Fulling Mill Cottages

The Western boundary of the parish leaves the Balcombe road at Upper Ryelands Bridge and follows the old course of the river, which is now nothing but a large ditch, the modern course having been straightened when the river was canalised at the end of the 18th century. When we come to the footbridge near Rivers Wood the boundary leaves the brook and turns northwards past Bridle Shaw Wood to the bridge at Fulling Mill Cottages. This portion lies along the right of way which runs from Ardingly Church to Haywards Heath and is a proof that the way is a very ancient one, as the road must have been in existence before it could be used as a parish boundary. The full title of the wood should probably be Bridle road Shaw, as the way was undoubtedly used for horse traffic till quite recent times.

The Fulling Mill is on the Ardingly brook, which joins the Ouse not far below Rivers Wood Footbridge. This brook rises in Wakehurst (now called Paddockhurst) park, and forms the boundary of the parish from its source till it comes to Tilgate Wood. It is joined by the Shill or Shell brook from Balcombe about a quarter-of-a-mile above Fulling Mill Cottages.

There are two Fulling Mills in Ardingly, the other being on the eastern side of the parish, near Stonehurst. The latter is now a Farm. The Fulling Mill Cottages with which we are now concerned stand on a very ancient site. First as the crossing place of the brook by the old road above mentioned, and then as that of a mill making use of the water. The first documentary evidence we have takes us back to the second year of Edward II – 1309 – when Joan, the widow of John atte Ree brought a suit for the possession of “un molendin fulretta” in Ardingly as part of her dower. John atte Ree took his name from the land near the river still called Ryelands, and the personal name has developed into “Attree”.

Later the mill was used as a “Hammer” for iron, and when the iron trade failed it reverted to its original fulling purpose. The grandparents of the present generation remembered it in use, with the oxen bringing the bales of woollen and other home-made stuffs up the hill, after having been scoured and thickened by the process at the mill. We get a mention of the mill in the inquisition held after Francis Challoner’s death, in 1578, and it remained in his family for over a hundred years. A later mention is found in the map of 1711 contained in Mr. Loder’s book on Wakehurst. Here the old road to Town House is described as “The way from the Hammer to Ardingly Street”.

The Hammer carried out the second process in the making of iron, the first having been done at the Furnace, where the ore was smelted into pigs or sows. In our case the first process would have been completed at Strudgate Furnace and then the pigs would be sent to a hammer for the forging into bars. There is direct communication by water with this Hammer from Strudgate, and though we have no proof that the iron was sent down the Ardingly brook, it is not impossible, especially when the shrinkage of all water courses in the last 300 years is remembered.

The heaps of cinders are now covered with weeds and grass, but a very little investigation will show their blackness, and though the name has passed away from the Cottages, it still remains in the Hammer woods across the brook in Balcombe parish. The parish boundary runs up the brook for a few hundred yards and then takes a bend to the S.W., including the Hook in the parish of Ardingly, although judging from the lie of the ground it should naturally have been in Balcombe.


> _Problem description_:
Count the lines in the records that hold the string "CONTACT". Only the number should be given.

(Collected data)
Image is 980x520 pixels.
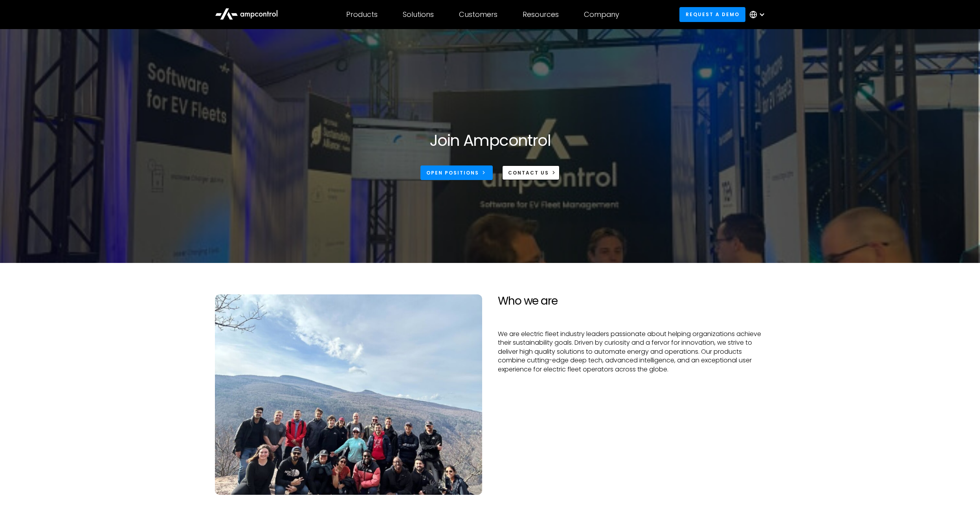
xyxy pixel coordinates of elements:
div: Company [584,10,619,19]
div: CONTACT US [508,170,549,177]
h1: Join Ampcontrol [430,131,550,150]
div: Resources [522,10,559,19]
h2: Who we are [498,294,765,307]
div: Customers [460,10,497,19]
a: CONTACT US [502,166,560,180]
p: We are electric fleet industry leaders passionate about helping organizations achieve their susta... [498,329,765,373]
a: Open Positions [421,166,492,180]
div: Products [347,10,378,19]
div: Solutions [403,10,434,19]
div: Open Positions [427,170,480,177]
a: Request a demo [679,7,745,22]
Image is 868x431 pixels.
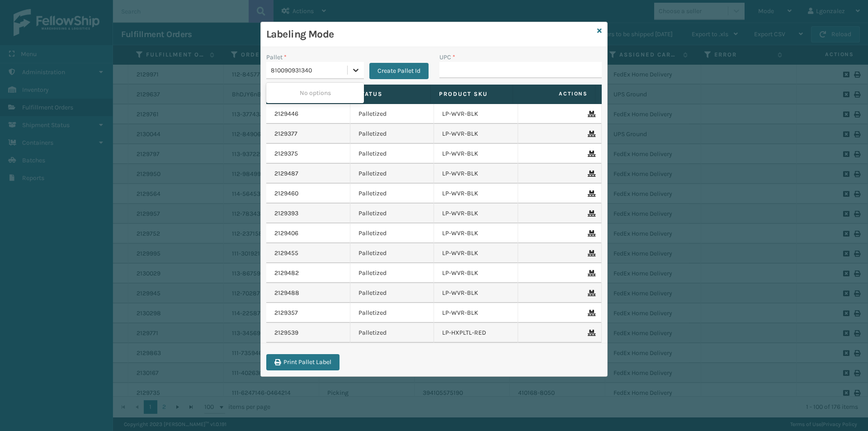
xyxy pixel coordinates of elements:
[274,308,298,317] a: 2129357
[434,263,518,283] td: LP-WVR-BLK
[516,86,593,101] span: Actions
[266,28,594,41] h3: Labeling Mode
[587,150,593,157] i: Remove From Pallet
[369,62,428,79] button: Create Pallet Id
[434,224,518,244] td: LP-WVR-BLK
[350,124,435,144] td: Palletized
[587,270,593,276] i: Remove From Pallet
[434,244,518,263] td: LP-WVR-BLK
[350,203,435,224] td: Palletized
[350,104,435,124] td: Palletized
[587,310,593,316] i: Remove From Pallet
[350,283,435,303] td: Palletized
[434,164,518,183] td: LP-WVR-BLK
[350,183,435,203] td: Palletized
[350,263,435,283] td: Palletized
[587,210,593,217] i: Remove From Pallet
[587,191,593,197] i: Remove From Pallet
[350,144,435,164] td: Palletized
[350,303,435,323] td: Palletized
[274,328,298,338] a: 2129539
[434,124,518,144] td: LP-WVR-BLK
[274,209,298,218] a: 2129393
[587,171,593,177] i: Remove From Pallet
[266,85,364,101] div: No options
[357,90,422,98] label: Status
[350,224,435,244] td: Palletized
[434,323,518,342] td: LP-HXPLTL-RED
[434,144,518,164] td: LP-WVR-BLK
[274,269,299,278] a: 2129482
[587,250,593,256] i: Remove From Pallet
[350,164,435,183] td: Palletized
[274,289,300,297] a: 2129488
[434,104,518,124] td: LP-WVR-BLK
[434,203,518,224] td: LP-WVR-BLK
[274,109,298,119] a: 2129446
[587,330,593,336] i: Remove From Pallet
[274,169,298,178] a: 2129487
[350,323,435,342] td: Palletized
[587,290,593,297] i: Remove From Pallet
[434,303,518,323] td: LP-WVR-BLK
[434,283,518,303] td: LP-WVR-BLK
[440,52,455,62] label: UPC
[274,249,298,258] a: 2129455
[434,183,518,203] td: LP-WVR-BLK
[350,244,435,263] td: Palletized
[587,130,593,137] i: Remove From Pallet
[274,229,298,238] a: 2129406
[266,354,339,370] button: Print Pallet Label
[439,90,504,98] label: Product SKU
[266,52,287,62] label: Pallet
[274,189,298,198] a: 2129460
[587,111,593,117] i: Remove From Pallet
[274,130,297,138] a: 2129377
[587,230,593,236] i: Remove From Pallet
[274,149,298,158] a: 2129375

> _Answer to this task_:
2